DuckDB made local analytics feel wonderfully direct. That does not make credentials local folklore.

Local does not mean unmanaged

DuckDB supports a secrets manager and extensions that let local workflows reach cloud storage and other systems. That is exactly why governance has to show up. A notebook on a laptop can become a data product dependency faster than most platform teams expect.

The risk is not DuckDB. The risk is pretending that local execution removes the need for credential scope, extension policy, owner review, and audit expectations.

Secrets are infrastructure

A secret should answer a few concrete questions. Who issued it? Which storage paths can it reach? Which workflow owns it? How does it expire? Which extension or connector can use it? Where would an access review find the evidence?

That may sound heavy for local analytics, but the alternative is worse.

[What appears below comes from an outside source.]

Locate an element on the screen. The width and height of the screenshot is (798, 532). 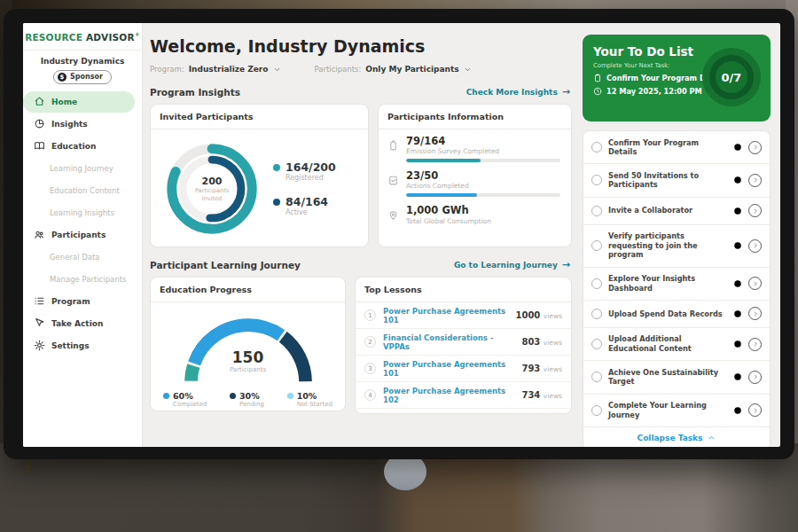
lesson-row-2: 2Financial Considerations - VPPAs803 vie… is located at coordinates (463, 342).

The alternative is a data product whose access model lives in shell history, environment variables, and copied notebook cells.

Core idea: local-first analytics still needs infrastructure-grade control over secrets and extensions.

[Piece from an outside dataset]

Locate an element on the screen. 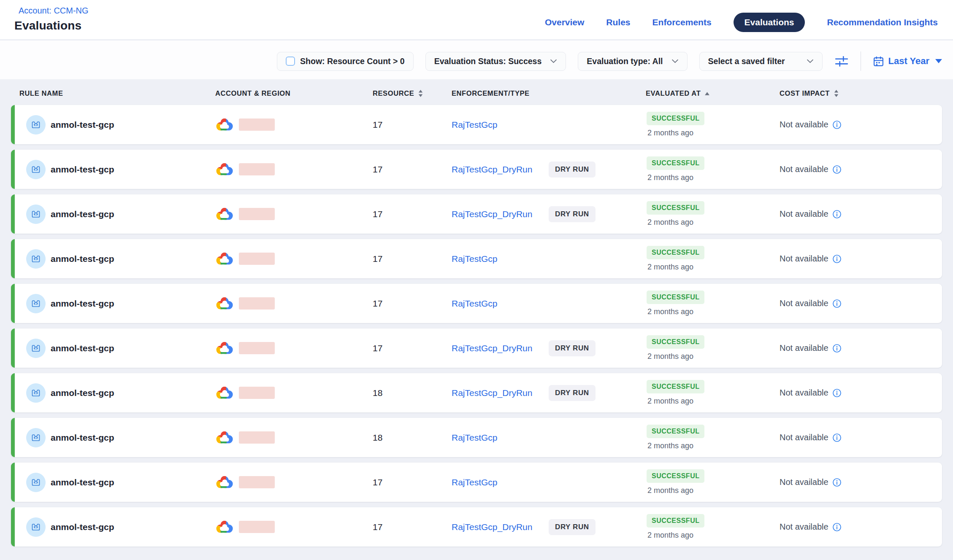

Local data products need contracts

Open Data Infrastructure should make DuckDB workflows safe to use without turning them into shadow platforms. Store credentials through a managed path. Restrict extension policy where needed. Keep source tables open and cataloged. Record lineage when local results become shared outputs.

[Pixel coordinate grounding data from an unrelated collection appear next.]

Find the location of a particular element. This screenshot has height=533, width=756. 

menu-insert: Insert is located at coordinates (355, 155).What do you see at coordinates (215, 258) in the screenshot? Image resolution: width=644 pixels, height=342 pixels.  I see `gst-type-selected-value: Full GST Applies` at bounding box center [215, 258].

For adjacent context, read DuckDB quality checks for open lakehouse data, DuckDB as an edge query engine, and data product SLAs.

What breaks first

  • Secrets are copied into notebooks because the approved path is slower than the work.
  • Extensions are installed without a policy for network access or storage access.
  • Local outputs become shared data products without lineage back to governed sources.
  • Access reviews can see the human user but not the local workflow that used the secret.

Questions to ask

Ask which secrets exist, where they are stored, which extensions can use them, and how long they live. Ask what changes when a local query result becomes a shared table, model feature, dashboard, or agent context source.

Sources to start with

These primary sources anchor the technical claims in this guide.

Local execution is a feature. Local credential chaos is a governance bug.